Art classes don’t teach that objects appear exponentially smaller as they recede into the distance. To make something appear half the size, you need to move it twice as far away, not move it by a constant amount.
Either you never had art class in high school, or you forgot that it does not get explained that nicely. Most kids, as well as adults taking casual courses, will never learn this.
Can we go "hey we can fix all of this with a switch in function"? Absolutely. Should I ammend the article with that? Yeah, also absolutely. Is it how the vast majority of people get taught three point perspective?
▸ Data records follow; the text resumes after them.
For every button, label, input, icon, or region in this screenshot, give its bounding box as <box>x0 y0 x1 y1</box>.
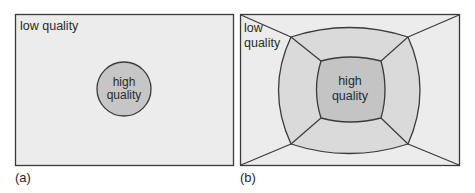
panel-b-inner-quality-label: quality <box>332 89 369 103</box>
panel-a-low-quality-label: low quality <box>20 19 79 33</box>
diagram-canvas: low quality high quality (a) low quality… <box>0 0 475 193</box>
panel-b-caption: (b) <box>240 170 256 185</box>
panel-a-caption: (a) <box>15 170 31 185</box>
panel-b-low-label: low <box>244 21 264 35</box>
panel-b: low quality high quality (b) <box>240 15 460 186</box>
panel-a-high-label: high <box>113 75 136 89</box>
panel-b-quality-label: quality <box>244 36 281 50</box>
panel-a: low quality high quality (a) <box>15 15 234 186</box>
panel-b-high-label: high <box>338 74 362 88</box>
panel-a-quality-label: quality <box>107 88 142 102</box>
Very much not.
Again, please file an issue so that I don't forget to write that section, because pages on the internet well outlast their life on hackernews, but I work on a million projects and will forget about this if there's no issue =)
I did have art class in high school, and I’m aware that most artists won’t have been taught the formulas in full mathematical detail. But you’re the one describing your method as “based on how it gets taught in art class” and calling it “strict” and “true” three-point perspective (or at least calling the usual method “not true three-point perspective”). What I’m suggesting is that maybe you should examine the extra assumptions you made in addition to the rules from art class before drawing conclusions from them.
I think you might have just had a bad class on the topic. For what it's worth I watched Erik Olson's artistic linear perspective class lectures on New Masters Academy and it definitely didn't teach perspective working the way you describe.